I also quit d&d at the end of high school for 7 years. I picked it up again last year mostly because of this comic. A friend linked it 4 years ago and it just took about 2 years for me to become interested enough in d&d again to find people who played.

marius\tobius
2010-11-28, 10:39 PM
the first time was at a halloween part at my brothers house and everyone was playing paranoia i joined had a blast then we moved on to a dark herasy game and i was hooked
that was a year ago

zyborg
2010-11-28, 10:44 PM
Surprisingly, my mom told me about it. When my college's Gaming Club put up flyers about it, I asked her if she knew anything about it. She then told me how she used to play it all the time, and some of the stories about what happened.

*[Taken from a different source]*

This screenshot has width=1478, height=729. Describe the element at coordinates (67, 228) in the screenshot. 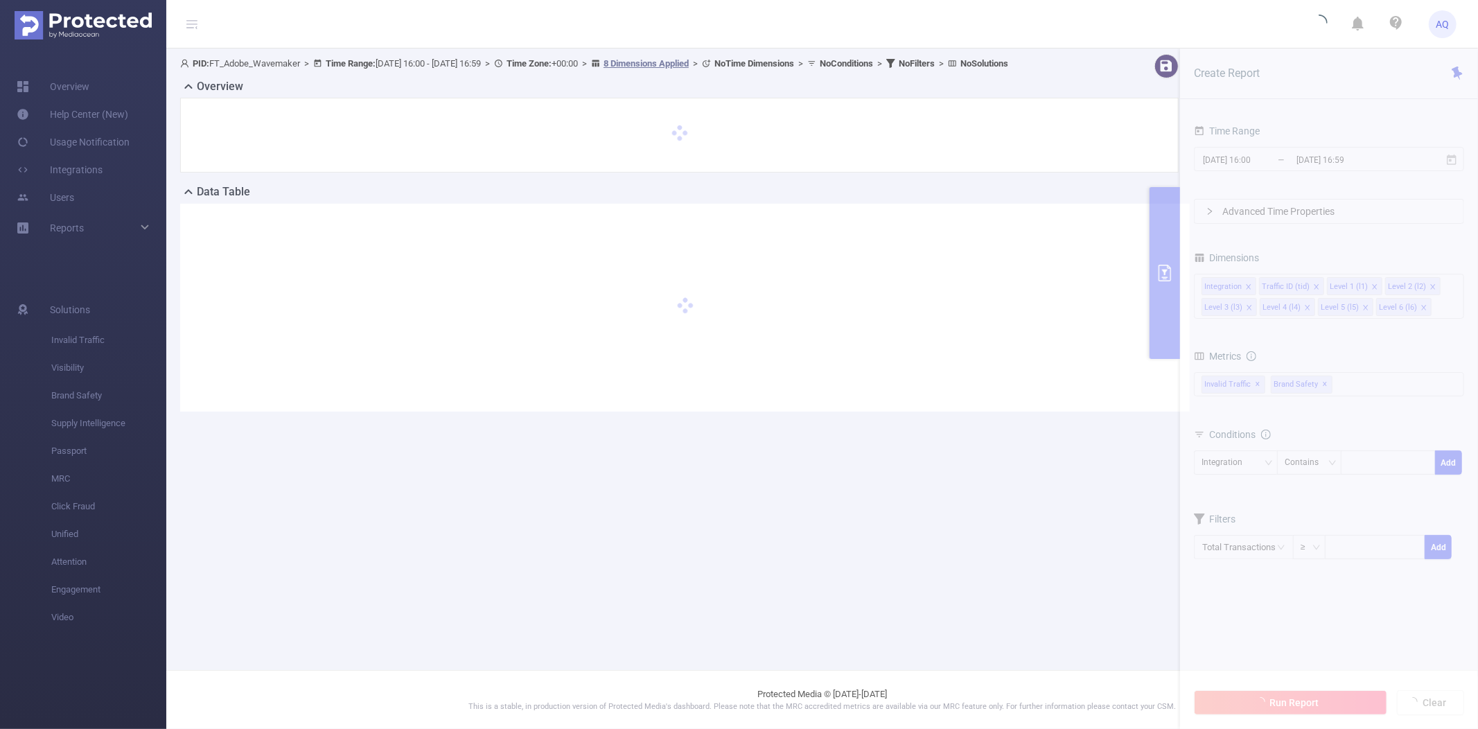

I see `span: Reports` at that location.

So, I decided to check the Gaming Club's D&D game out.

Remmirath
2010-11-28, 10:51 PM
I wandered into the living room late one evening when I was around six, and noticed that my mom was DMing a game of 1st edition AD&D for her group. I thought it looked fun and asked if I could join, they decided to let me, and so I did. My memory of it is a little bit fuzzy other than that, though I do remember some details of that first campaign still, and I certainly remember my characters.

Gabe the Bard
2010-11-28, 10:56 PM
I played a little D&D and Call of Cthulhu in high school, but our group didn't meet very consistently and it was hard to keep a long-term game going. So I would say that I started playing in earnest after college, when I came to South Korea for a while. My girlfriend at the time had a group of friends who were really into AD&D and 3.5, and they were kind enough to let me join their group.

My Korean was terrible back then, and everyone was speaking in Korean and playing with home-printed, spiral-bound translations of the core rulebooks. Our campaigns were often story heavy, so they were hard to follow at times, but little by little, my Korean got better and I got more into the game. I still credit D&D with having helped me improve my Korean, even if a lot of my vocabulary has to do with rolling saving throws and crawling through dungeons.

kyoryu
2010-11-28, 11:02 PM
Can't remember what got me interested, but I picked up a Red Box in the early 80s at a Walgreen's.

Fhaolan
2010-11-28, 11:18 PM
My uncle belonged to a wargaming society in Ontario. The society belonged to the International Federation of Wargamers, and through those connections got one of the 1974 white box editions of D&D. I think he still has it somewhere, but I haven't seen it in years. When I was 9, he got newer edition of it, the 1977 blue-box edition and gave it to me for Christmas.